I swore every year I wouldn’t do it again.
Why? Because weeks afterwards, I would find crusted chocolate icing underneath the bench top. Electric blue fingerprints on a corner kitchen tile. And dried butter cake residue stuck fast to the blender that I had been too tired to clean up on the day.
The Book was to blame. According to this blogger, who is cooking her way through it, there are 104 cakes in it. Yes, you know the one: The Australian Women’s Weekly Children’s Birthday Cake Book.
We would take it out a whole month before each of our children’s birthdays. They would pore through it, pointing to the cake with dollies sitting in jelly, or the train with its quaint lamington carriages. Gently, gently, I would steer them to the cakes I thought would be easy to make. Not so gently, they steered me straight back to the ones that required electric blue food colouring and intricate decorations that didn’t seem to sit on the shelves of our local supermarket. And the clean-up afterwards; it didn't bear thinking about.
But what joy this little yearly ritual bought them, and I couldn’t find it in my heart to say no when they asked again and again for another homemade cake. And so, each year, on the kitchen bench our children sat, among the chaos of ingredients – and they helped to stir and decorate with their sticky little fingers, all the while fighting over who would lick the bowl. And even if we strayed a little (or a lot in some cases) from the bible of children's birthday cakes, they didn't complain.
But then something happened when my daughter was 12.
She asked if she could make her brother's birhtday cake. All by herself.
I confess: I felt a twinge of loss.
And a sense of relief.
She’d taken the baton.
And I was relegated to the sink.
Our now 13-year-old daughter is quite the baker. This year, she and her friend even offered to make the cake for their bestie’s birthday party.
I reached for The Book.
But she reached for another. I shuddered.
She flicked through it, a whole month before the party. And again in coming weeks. She spoke to me about the possible choices. Was I listening? Only in that I'm-too-busy-cooking-dinner-and-not-really-concentrating-kind-of-way.
Finally, she decided.
As the date drew near I looked over the ingredients. I read the pages of instructions.
And I decided that Zumbo's croque-en-bouche was impossible.
But it was too late. Her heart was set.
Almost three dozen eggs. Vanilla beans. Two tubs of glucose syrup. And more. Sixty dollars later, we were ready to start. I drew the line at unsprayed chemical free flowers and a croque-en-bouch cone. That was going too far, even for a budding pastry chef.
The party was at 6.30pm. The girls met in our kitchen at 9am that morning.
They piped and baked the choux pastry. They whipped the crème patisserie. They set the caramel base. They boiled the glucose syrup. They burnt their hands in the hot toffee. And at 5.30, it was like the frantic last minute on Masterchef; while one was building the tower, another was sticking on decorations. As the girls went off to put on their party gear, sweaty and exhausted, I was madly wrapping the whole creation in angel hair, not caring any more how much sticky toffee mixture was making its way on all the surrounding surfaces.
I drove the girls and the cake, balanced precariously on a nervous lap, to the party. The guests ‘oohhed’ and ‘aaahhed’ in a suitably enthusiastic fashion. And my daughter and her friend looked so proud. They set out to conquer Zumbo's Croque-en-bouche. And they did.
But guess who still had to do the dishes?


◆ PROBLEM DESCRIPTION ◆
Filter the entries down to the lines containing "postmedian", and copy those lines.

◆ DATASET CONTENT ◆
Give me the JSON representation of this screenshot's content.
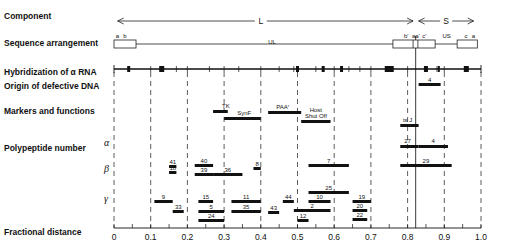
{
  "row_labels": {
    "component": "Component",
    "sequence": "Sequence arrangement",
    "hybridization": "Hybridization of α RNA",
    "origin": "Origin of defective DNA",
    "markers": "Markers and functions",
    "polypeptide": "Polypeptide number",
    "fractional": "Fractional distance"
  },
  "greek_labels": {
    "alpha": "α",
    "beta": "β",
    "gamma": "γ"
  },
  "component": {
    "L": "L",
    "S": "S"
  },
  "sequence": {
    "a": "a",
    "b": "b",
    "UL": "UL",
    "b_prime": "b'",
    "a_prime": "aa'",
    "c_prime": "c'",
    "US": "US",
    "c": "c",
    "a_end": "a"
  },
  "axis": {
    "ticks": [
      "0",
      "0.1",
      "0.2",
      "0.3",
      "0.4",
      "0.5",
      "0.6",
      "0.7",
      "0.8",
      "0.9",
      "1.0"
    ]
  },
  "chart_data": {
    "type": "diagram",
    "xlabel": "Fractional distance",
    "xlim": [
      0,
      1.0
    ],
    "component_regions": [
      {
        "name": "L",
        "range": [
          0,
          0.82
        ]
      },
      {
        "name": "S",
        "range": [
          0.83,
          1.0
        ]
      }
    ],
    "hybridization_blocks": [
      0.04,
      0.13,
      0.5,
      0.57,
      0.62,
      0.75,
      0.85,
      0.89,
      0.96
    ],
    "origin_defective_dna": [
      {
        "label": "4",
        "range": [
          0.83,
          0.89
        ]
      }
    ],
    "markers": [
      {
        "label": "TK",
        "range": [
          0.27,
          0.31
        ]
      },
      {
        "label": "SynF",
        "range": [
          0.3,
          0.4
        ]
      },
      {
        "label": "PAAr",
        "range": [
          0.42,
          0.51
        ]
      },
      {
        "label": "Host Shut Off",
        "range": [
          0.51,
          0.59
        ]
      },
      {
        "label": "ts J",
        "range": [
          0.78,
          0.83
        ]
      }
    ],
    "polypeptides": {
      "alpha": [
        {
          "label": "27",
          "range": [
            0.78,
            0.83
          ]
        },
        {
          "label": "4",
          "range": [
            0.83,
            0.91
          ]
        }
      ],
      "beta": [
        {
          "label": "41",
          "range": [
            0.15,
            0.17
          ]
        },
        {
          "label": "18",
          "range": [
            0.15,
            0.17
          ]
        },
        {
          "label": "40",
          "range": [
            0.22,
            0.27
          ]
        },
        {
          "label": "39",
          "range": [
            0.22,
            0.27
          ]
        },
        {
          "label": "36",
          "range": [
            0.27,
            0.35
          ]
        },
        {
          "label": "8",
          "range": [
            0.38,
            0.4
          ]
        },
        {
          "label": "7",
          "range": [
            0.53,
            0.64
          ]
        },
        {
          "label": "29",
          "range": [
            0.78,
            0.92
          ]
        }
      ],
      "gamma": [
        {
          "label": "9",
          "range": [
            0.11,
            0.16
          ]
        },
        {
          "label": "33",
          "range": [
            0.16,
            0.19
          ]
        },
        {
          "label": "15",
          "range": [
            0.23,
            0.27
          ]
        },
        {
          "label": "5",
          "range": [
            0.23,
            0.3
          ]
        },
        {
          "label": "24",
          "range": [
            0.23,
            0.3
          ]
        },
        {
          "label": "11",
          "range": [
            0.32,
            0.4
          ]
        },
        {
          "label": "35",
          "range": [
            0.32,
            0.4
          ]
        },
        {
          "label": "44",
          "range": [
            0.46,
            0.49
          ]
        },
        {
          "label": "43",
          "range": [
            0.42,
            0.45
          ]
        },
        {
          "label": "25",
          "range": [
            0.53,
            0.64
          ]
        },
        {
          "label": "10",
          "range": [
            0.53,
            0.59
          ]
        },
        {
          "label": "2",
          "range": [
            0.49,
            0.59
          ]
        },
        {
          "label": "12",
          "range": [
            0.5,
            0.53
          ]
        },
        {
          "label": "19",
          "range": [
            0.65,
            0.7
          ]
        },
        {
          "label": "20",
          "range": [
            0.65,
            0.69
          ]
        },
        {
          "label": "22",
          "range": [
            0.65,
            0.69
          ]
        }
      ]
    }
  }
}
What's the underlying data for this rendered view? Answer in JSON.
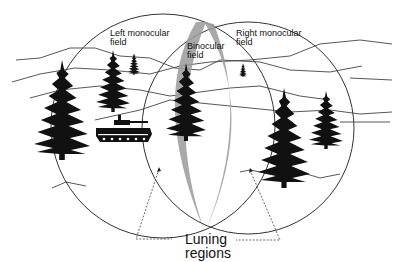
{
  "diagram": {
    "type": "visual-field-illustration",
    "labels": {
      "left_monocular": [
        "Left monocular",
        "field"
      ],
      "binocular": [
        "Binocular",
        "field"
      ],
      "right_monocular": [
        "Right monocular",
        "field"
      ],
      "luning": [
        "Luning",
        "regions"
      ]
    },
    "colors": {
      "line": "#333333",
      "fill_dark": "#111111",
      "luning_gray": "#9a9a9a",
      "background": "#ffffff"
    },
    "elements": {
      "circles": [
        {
          "name": "left-monocular-field",
          "cx": 163,
          "cy": 126,
          "r": 112
        },
        {
          "name": "right-monocular-field",
          "cx": 248,
          "cy": 128,
          "r": 106
        }
      ],
      "trees": [
        {
          "x": 62,
          "base": 160,
          "h": 100,
          "w": 56
        },
        {
          "x": 113,
          "base": 112,
          "h": 62,
          "w": 34
        },
        {
          "x": 134,
          "base": 75,
          "h": 22,
          "w": 12
        },
        {
          "x": 186,
          "base": 141,
          "h": 78,
          "w": 40
        },
        {
          "x": 243,
          "base": 77,
          "h": 14,
          "w": 8
        },
        {
          "x": 284,
          "base": 188,
          "h": 100,
          "w": 52
        },
        {
          "x": 326,
          "base": 149,
          "h": 58,
          "w": 34
        }
      ],
      "vehicle": {
        "name": "tank",
        "x": 96,
        "y": 118
      }
    }
  }
}
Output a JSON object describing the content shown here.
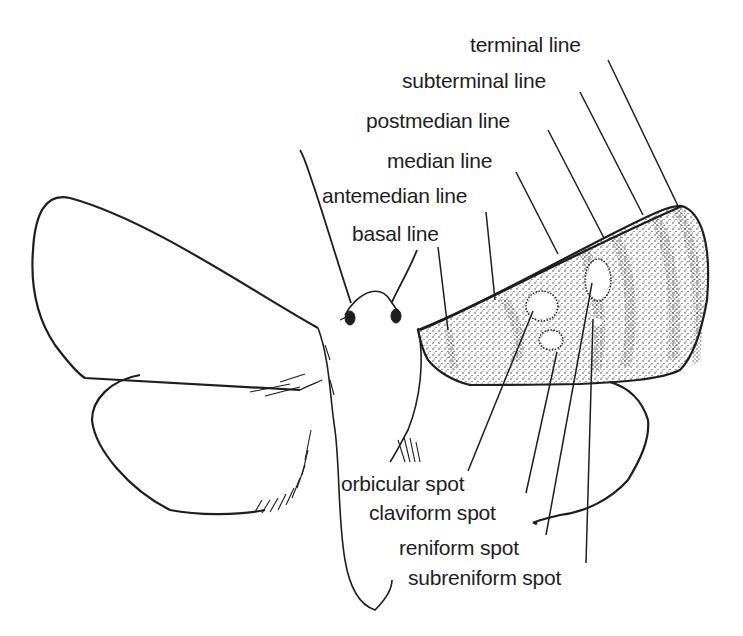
{
  "diagram": {
    "ink_color": "#1e1e1e",
    "background": "#ffffff",
    "labels": [
      {
        "id": "terminal-line",
        "text": "terminal line",
        "x": 470,
        "y": 34
      },
      {
        "id": "subterminal-line",
        "text": "subterminal line",
        "x": 402,
        "y": 70
      },
      {
        "id": "postmedian-line",
        "text": "postmedian line",
        "x": 366,
        "y": 110
      },
      {
        "id": "median-line",
        "text": "median line",
        "x": 387,
        "y": 150
      },
      {
        "id": "antemedian-line",
        "text": "antemedian line",
        "x": 322,
        "y": 185
      },
      {
        "id": "basal-line",
        "text": "basal line",
        "x": 352,
        "y": 223
      },
      {
        "id": "orbicular-spot",
        "text": "orbicular spot",
        "x": 341,
        "y": 473
      },
      {
        "id": "claviform-spot",
        "text": "claviform spot",
        "x": 369,
        "y": 502
      },
      {
        "id": "reniform-spot",
        "text": "reniform spot",
        "x": 399,
        "y": 537
      },
      {
        "id": "subreniform-spot",
        "text": "subreniform spot",
        "x": 408,
        "y": 567
      }
    ]
  }
}
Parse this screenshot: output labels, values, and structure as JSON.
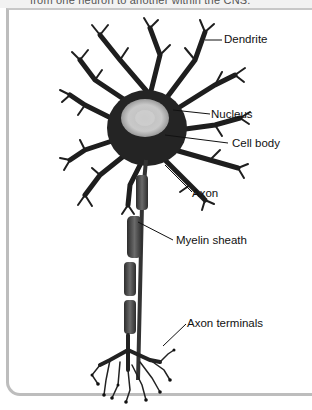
{
  "caption": {
    "partial_text": "from one neuron to another within the CNS."
  },
  "diagram": {
    "labels": [
      {
        "id": "dendrite",
        "text": "Dendrite"
      },
      {
        "id": "nucleus",
        "text": "Nucleus"
      },
      {
        "id": "cell_body",
        "text": "Cell body"
      },
      {
        "id": "axon",
        "text": "Axon"
      },
      {
        "id": "myelin_sheath",
        "text": "Myelin sheath"
      },
      {
        "id": "axon_terminals",
        "text": "Axon terminals"
      }
    ]
  }
}
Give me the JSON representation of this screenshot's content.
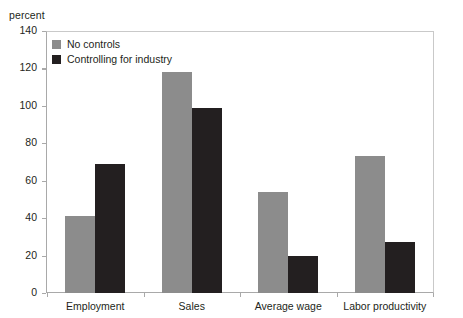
{
  "chart_data": {
    "type": "bar",
    "title": "",
    "xlabel": "",
    "ylabel": "percent",
    "ylim": [
      0,
      140
    ],
    "yticks": [
      0,
      20,
      40,
      60,
      80,
      100,
      120,
      140
    ],
    "grid": false,
    "legend_position": "top-left",
    "categories": [
      "Employment",
      "Sales",
      "Average wage",
      "Labor productivity"
    ],
    "series": [
      {
        "name": "No controls",
        "color": "#8c8c8c",
        "values": [
          41,
          118,
          54,
          73
        ]
      },
      {
        "name": "Controlling for industry",
        "color": "#231f20",
        "values": [
          69,
          99,
          20,
          27
        ]
      }
    ]
  },
  "axis": {
    "unit_label": "percent",
    "tick_labels": [
      "0",
      "20",
      "40",
      "60",
      "80",
      "100",
      "120",
      "140"
    ]
  },
  "colors": {
    "series_no_controls": "#8c8c8c",
    "series_controlling": "#231f20",
    "axis_line": "#a9a9a9",
    "frame_line": "#c9c9c9",
    "background": "#ffffff",
    "text": "#231f20"
  }
}
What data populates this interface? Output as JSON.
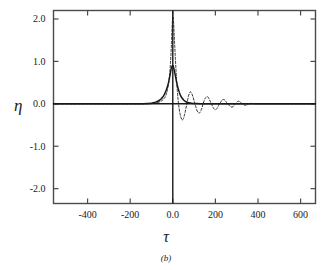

◆ ANSWER SPACE ◆
        "id": "postmedian-line",
        "text": "postmedian line",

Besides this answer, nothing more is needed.